Platform Engineering

The integration problem that nobody talks about in enterprise AI

Eswara Advisory Group — March 2026

Every enterprise AI program eventually runs into the same wall. The models are good. The use cases are validated. The business case is approved. And then the program stalls because the data isn’t where the model needs it to be.

This is the integration problem. And it is almost never discussed in the conversations about enterprise AI strategy, because the people driving those conversations are not the people who will have to solve it.

The gap between data and models

Enterprise data lives in dozens of systems. ERP, CRM, EHR, ITSM, data warehouse, data lake, operational databases, file stores, third-party APIs. Each system has its own data model, its own authentication requirements, its own rate limits, its own approach to data freshness.

AI models need clean, unified, accessible data. The gap between what the data actually looks like and what the models need it to look like is the integration problem.

Solving it requires building integration infrastructure. Authentication management. Data normalization pipelines. Freshness guarantees. Schema evolution handling. Error recovery. These are not AI problems. They are engineering problems. And most AI programs are not staffed to solve them.

Why it gets ignored

The integration problem gets ignored in AI strategy conversations for a simple reason: it’s boring. It doesn’t appear in articles about large language models. It doesn’t come up in board presentations about AI transformation. It is the plumbing that makes the interesting technology work.

Strategy teams design AI programs around the use cases and the models. The integration work shows up as a line item in the implementation plan — usually underestimated, usually deferred, usually the thing that blows the timeline.

The right approach

The integration infrastructure should be designed and built as a foundational element of the AI program — not as an implementation detail.

That means: a dedicated integration platform that handles authentication, credential management, and data normalization across all source systems; a defined data contract between the integration layer and the AI use cases; and explicit ownership for maintaining the integration infrastructure as systems change.

Organizations that invest in this infrastructure early find that subsequent AI use cases are dramatically faster to deploy. Organizations that don’t find that every new use case requires the same integration work, done differently each time, by a team that doesn’t specialize in it.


> _Task to carry out_
All of the data below should be printed again exactly, pictures excluded.
═════ Task material
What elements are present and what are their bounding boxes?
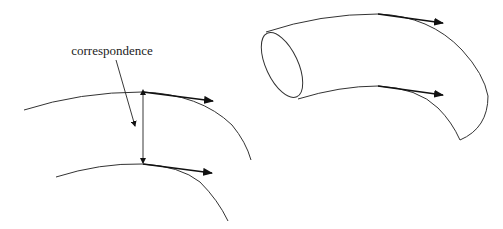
left-panel: correspondence: [24, 43, 251, 221]
bottom-tangent-arrow: [378, 86, 443, 95]
tube-top-edge: [266, 14, 488, 140]
inner-tangent-arrow: [143, 164, 212, 173]
outer-curve: [24, 92, 251, 160]
outer-tangent-arrow: [143, 92, 213, 101]
right-panel: [253, 14, 488, 140]
correspondence-label: correspondence: [71, 43, 153, 58]
tube-opening-ellipse: [253, 27, 312, 104]
top-tangent-arrow: [378, 14, 443, 23]
diagram-canvas: correspondence: [0, 0, 503, 229]
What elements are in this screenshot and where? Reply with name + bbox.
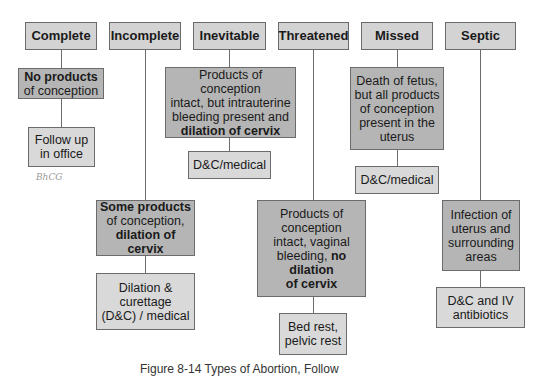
connector-septic-2	[480, 271, 481, 287]
description-incomplete: Some products of conception, dilation of…	[96, 200, 195, 256]
figure-caption: Figure 8-14 Types of Abortion, Follow	[140, 362, 339, 376]
desc-line: of conception,	[107, 214, 185, 228]
treatment-complete: Follow up in office	[28, 127, 95, 167]
desc-line: dilation	[289, 263, 333, 277]
header-label: Threatened	[278, 29, 348, 43]
treatment-line: pelvic rest	[285, 334, 341, 348]
desc-line: bleeding present and	[172, 110, 289, 124]
desc-line: of conception	[24, 84, 98, 98]
header-label: Inevitable	[200, 29, 260, 43]
desc-line: uterus	[380, 130, 415, 144]
connector-inevitable-2	[229, 138, 230, 151]
desc-line: uterus and	[451, 222, 510, 236]
connector-complete-2	[61, 99, 62, 127]
header-missed: Missed	[361, 22, 433, 50]
desc-line: dilation of cervix	[100, 228, 191, 256]
connector-septic-1	[480, 50, 481, 200]
header-complete: Complete	[25, 22, 97, 50]
desc-line: Death of fetus,	[356, 74, 437, 88]
treatment-line: Dilation &	[119, 281, 173, 295]
header-threatened: Threatened	[278, 22, 349, 50]
desc-line: of conception	[360, 102, 434, 116]
handwritten-note: BhCG	[36, 172, 63, 182]
treatment-line: Bed rest,	[288, 320, 338, 334]
header-incomplete: Incomplete	[109, 22, 181, 50]
desc-line: conception	[281, 221, 341, 235]
treatment-line: antibiotics	[453, 308, 509, 322]
connector-complete-1	[61, 50, 62, 68]
treatment-line: D&C/medical	[193, 158, 266, 172]
desc-line: Infection of	[450, 208, 511, 222]
treatment-line: curettage	[119, 295, 171, 309]
treatment-line: D&C and IV	[447, 294, 513, 308]
connector-incomplete-2	[145, 256, 146, 273]
description-threatened: Products of conception intact, vaginal b…	[257, 200, 366, 297]
treatment-missed: D&C/medical	[355, 166, 439, 194]
desc-line: intact, but intrauterine	[170, 96, 290, 110]
desc-line: No products	[24, 70, 98, 84]
header-septic: Septic	[445, 22, 516, 50]
header-label: Septic	[461, 29, 500, 43]
desc-line: bleeding,	[277, 249, 331, 263]
description-septic: Infection of uterus and surrounding area…	[442, 200, 520, 271]
description-complete: No products of conception	[18, 68, 104, 99]
desc-line: surrounding	[448, 236, 514, 250]
desc-emphasis: no	[331, 249, 346, 263]
header-label: Missed	[375, 29, 419, 43]
connector-threatened-2	[313, 297, 314, 313]
desc-line: Some products	[100, 200, 191, 214]
desc-line: intact, vaginal	[273, 235, 349, 249]
treatment-line: D&C/medical	[361, 173, 434, 187]
desc-line: Products of	[280, 207, 343, 221]
connector-missed-1	[397, 50, 398, 67]
description-missed: Death of fetus, but all products of conc…	[350, 67, 444, 150]
treatment-incomplete: Dilation & curettage (D&C) / medical	[96, 273, 195, 330]
treatment-line: (D&C) / medical	[101, 309, 189, 323]
treatment-threatened: Bed rest, pelvic rest	[279, 313, 347, 355]
connector-inevitable-1	[229, 50, 230, 68]
desc-line: Products of conception	[169, 68, 292, 96]
header-inevitable: Inevitable	[193, 22, 266, 50]
treatment-line: in office	[40, 147, 83, 161]
header-label: Incomplete	[111, 29, 180, 43]
connector-incomplete-1	[145, 50, 146, 200]
desc-line: areas	[465, 250, 496, 264]
treatment-inevitable: D&C/medical	[188, 151, 271, 179]
connector-threatened-1	[313, 50, 314, 200]
connector-missed-2	[397, 150, 398, 166]
desc-line: of cervix	[286, 277, 337, 291]
desc-line: present in the	[359, 116, 435, 130]
header-label: Complete	[31, 29, 90, 43]
description-inevitable: Products of conception intact, but intra…	[165, 67, 296, 138]
desc-line: dilation of cervix	[181, 124, 280, 138]
treatment-septic: D&C and IV antibiotics	[436, 287, 525, 328]
treatment-line: Follow up	[35, 133, 89, 147]
desc-line: but all products	[355, 88, 440, 102]
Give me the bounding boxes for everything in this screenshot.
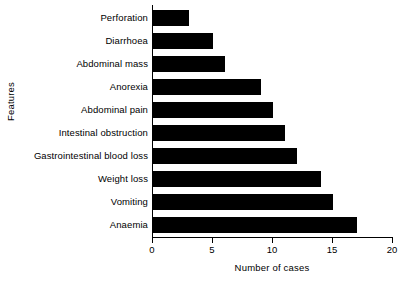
- bar: [153, 102, 273, 118]
- bar: [153, 217, 357, 233]
- bar-chart: Features PerforationDiarrhoeaAbdominal m…: [0, 0, 408, 283]
- bar: [153, 10, 189, 26]
- bar: [153, 148, 297, 164]
- x-tick-label: 20: [377, 244, 407, 255]
- category-label: Anaemia: [14, 220, 148, 230]
- x-axis-ticks: 05101520: [152, 238, 397, 262]
- x-tick-mark: [212, 238, 213, 243]
- y-axis-tick-labels: PerforationDiarrhoeaAbdominal massAnorex…: [14, 5, 148, 238]
- bar: [153, 125, 285, 141]
- category-label: Abdominal pain: [14, 105, 148, 115]
- plot-area: [152, 5, 392, 238]
- bar: [153, 33, 213, 49]
- x-tick-mark: [152, 238, 153, 243]
- x-tick-label: 15: [317, 244, 347, 255]
- x-tick-label: 0: [137, 244, 167, 255]
- x-tick-label: 10: [257, 244, 287, 255]
- category-label: Anorexia: [14, 82, 148, 92]
- category-label: Abdominal mass: [14, 59, 148, 69]
- category-label: Perforation: [14, 13, 148, 23]
- bar: [153, 79, 261, 95]
- x-tick-mark: [392, 238, 393, 243]
- x-tick-mark: [272, 238, 273, 243]
- bar: [153, 171, 321, 187]
- x-tick-mark: [332, 238, 333, 243]
- bar: [153, 194, 333, 210]
- bar: [153, 56, 225, 72]
- category-label: Intestinal obstruction: [14, 128, 148, 138]
- category-label: Gastrointestinal blood loss: [14, 151, 148, 161]
- category-label: Diarrhoea: [14, 36, 148, 46]
- x-axis-title: Number of cases: [152, 262, 392, 273]
- x-tick-label: 5: [197, 244, 227, 255]
- category-label: Vomiting: [14, 197, 148, 207]
- category-label: Weight loss: [14, 174, 148, 184]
══════════
> _Output of the exercise_
What elements are present and what are their bounding boxes?
left-panel: correspondence: [24, 43, 251, 221]
bottom-tangent-arrow: [378, 86, 443, 95]
tube-top-edge: [266, 14, 488, 140]
inner-tangent-arrow: [143, 164, 212, 173]
outer-curve: [24, 92, 251, 160]
outer-tangent-arrow: [143, 92, 213, 101]
right-panel: [253, 14, 488, 140]
correspondence-label: correspondence: [71, 43, 153, 58]
tube-opening-ellipse: [253, 27, 312, 104]
top-tangent-arrow: [378, 14, 443, 23]
diagram-canvas: correspondence: [0, 0, 503, 229]
What elements are in this screenshot and where? Reply with name + bbox.
connector-septic-2	[480, 271, 481, 287]
description-incomplete: Some products of conception, dilation of…	[96, 200, 195, 256]
figure-caption: Figure 8-14 Types of Abortion, Follow	[140, 362, 339, 376]
desc-line: of conception,	[107, 214, 185, 228]
treatment-complete: Follow up in office	[28, 127, 95, 167]
desc-line: dilation	[289, 263, 333, 277]
header-label: Threatened	[278, 29, 348, 43]
treatment-line: pelvic rest	[285, 334, 341, 348]
desc-line: bleeding present and	[172, 110, 289, 124]
desc-line: of conception	[24, 84, 98, 98]
header-label: Inevitable	[200, 29, 260, 43]
desc-line: uterus	[380, 130, 415, 144]
connector-inevitable-2	[229, 138, 230, 151]
desc-line: uterus and	[451, 222, 510, 236]
connector-complete-2	[61, 99, 62, 127]
header-missed: Missed	[361, 22, 433, 50]
desc-line: dilation of cervix	[100, 228, 191, 256]
connector-septic-1	[480, 50, 481, 200]
header-complete: Complete	[25, 22, 97, 50]
desc-line: Death of fetus,	[356, 74, 437, 88]
treatment-line: Dilation &	[119, 281, 173, 295]
header-threatened: Threatened	[278, 22, 349, 50]
desc-line: of conception	[360, 102, 434, 116]
handwritten-note: BhCG	[36, 172, 63, 182]
treatment-line: Bed rest,	[288, 320, 338, 334]
header-incomplete: Incomplete	[109, 22, 181, 50]
desc-line: conception	[281, 221, 341, 235]
treatment-line: antibiotics	[453, 308, 509, 322]
connector-complete-1	[61, 50, 62, 68]
treatment-line: D&C/medical	[193, 158, 266, 172]
desc-line: Infection of	[450, 208, 511, 222]
treatment-line: curettage	[119, 295, 171, 309]
treatment-line: D&C and IV	[447, 294, 513, 308]
connector-incomplete-2	[145, 256, 146, 273]
description-threatened: Products of conception intact, vaginal b…	[257, 200, 366, 297]
treatment-missed: D&C/medical	[355, 166, 439, 194]
desc-line: intact, but intrauterine	[170, 96, 290, 110]
desc-line: No products	[24, 70, 98, 84]
header-septic: Septic	[445, 22, 516, 50]
header-label: Septic	[461, 29, 500, 43]
desc-line: bleeding,	[277, 249, 331, 263]
description-septic: Infection of uterus and surrounding area…	[442, 200, 520, 271]
description-complete: No products of conception	[18, 68, 104, 99]
desc-line: surrounding	[448, 236, 514, 250]
desc-emphasis: no	[331, 249, 346, 263]
header-label: Missed	[375, 29, 419, 43]
connector-threatened-2	[313, 297, 314, 313]
desc-line: Some products	[100, 200, 191, 214]
desc-line: intact, vaginal	[273, 235, 349, 249]
treatment-line: D&C/medical	[361, 173, 434, 187]
desc-line: Products of	[280, 207, 343, 221]
connector-missed-1	[397, 50, 398, 67]
description-missed: Death of fetus, but all products of conc…	[350, 67, 444, 150]
treatment-incomplete: Dilation & curettage (D&C) / medical	[96, 273, 195, 330]
treatment-line: (D&C) / medical	[101, 309, 189, 323]
treatment-threatened: Bed rest, pelvic rest	[279, 313, 347, 355]
connector-inevitable-1	[229, 50, 230, 68]
desc-line: Products of conception	[169, 68, 292, 96]
header-inevitable: Inevitable	[193, 22, 266, 50]
treatment-line: in office	[40, 147, 83, 161]
header-label: Incomplete	[111, 29, 180, 43]
connector-incomplete-1	[145, 50, 146, 200]
desc-line: areas	[465, 250, 496, 264]
treatment-inevitable: D&C/medical	[188, 151, 271, 179]
connector-threatened-1	[313, 50, 314, 200]
connector-missed-2	[397, 150, 398, 166]
desc-line: of cervix	[286, 277, 337, 291]
desc-line: present in the	[359, 116, 435, 130]
header-label: Complete	[31, 29, 90, 43]
description-inevitable: Products of conception intact, but intra…	[165, 67, 296, 138]
desc-line: dilation of cervix	[181, 124, 280, 138]
treatment-septic: D&C and IV antibiotics	[436, 287, 525, 328]
treatment-line: Follow up	[35, 133, 89, 147]
desc-line: but all products	[355, 88, 440, 102]
Give me the bounding boxes for everything in this screenshot.
- bar: [153, 102, 273, 118]
- bar: [153, 217, 357, 233]
- bar-chart: Features PerforationDiarrhoeaAbdominal m…: [0, 0, 408, 283]
- bar: [153, 10, 189, 26]
- bar: [153, 148, 297, 164]
- x-tick-label: 20: [377, 244, 407, 255]
- category-label: Anaemia: [14, 220, 148, 230]
- x-axis-ticks: 05101520: [152, 238, 397, 262]
- x-tick-mark: [212, 238, 213, 243]
- y-axis-tick-labels: PerforationDiarrhoeaAbdominal massAnorex…: [14, 5, 148, 238]
- bar: [153, 125, 285, 141]
- category-label: Abdominal pain: [14, 105, 148, 115]
- plot-area: [152, 5, 392, 238]
- bar: [153, 33, 213, 49]
- x-tick-mark: [152, 238, 153, 243]
- x-tick-label: 15: [317, 244, 347, 255]
- x-tick-label: 0: [137, 244, 167, 255]
- x-tick-label: 10: [257, 244, 287, 255]
- category-label: Anorexia: [14, 82, 148, 92]
- category-label: Abdominal mass: [14, 59, 148, 69]
- category-label: Perforation: [14, 13, 148, 23]
- bar: [153, 79, 261, 95]
- x-tick-mark: [392, 238, 393, 243]
- x-tick-mark: [272, 238, 273, 243]
- bar: [153, 171, 321, 187]
- x-tick-mark: [332, 238, 333, 243]
- bar: [153, 194, 333, 210]
- bar: [153, 56, 225, 72]
- category-label: Intestinal obstruction: [14, 128, 148, 138]
- category-label: Gastrointestinal blood loss: [14, 151, 148, 161]
- category-label: Diarrhoea: [14, 36, 148, 46]
- x-axis-title: Number of cases: [152, 262, 392, 273]
- x-tick-label: 5: [197, 244, 227, 255]
- category-label: Vomiting: [14, 197, 148, 207]
- category-label: Weight loss: [14, 174, 148, 184]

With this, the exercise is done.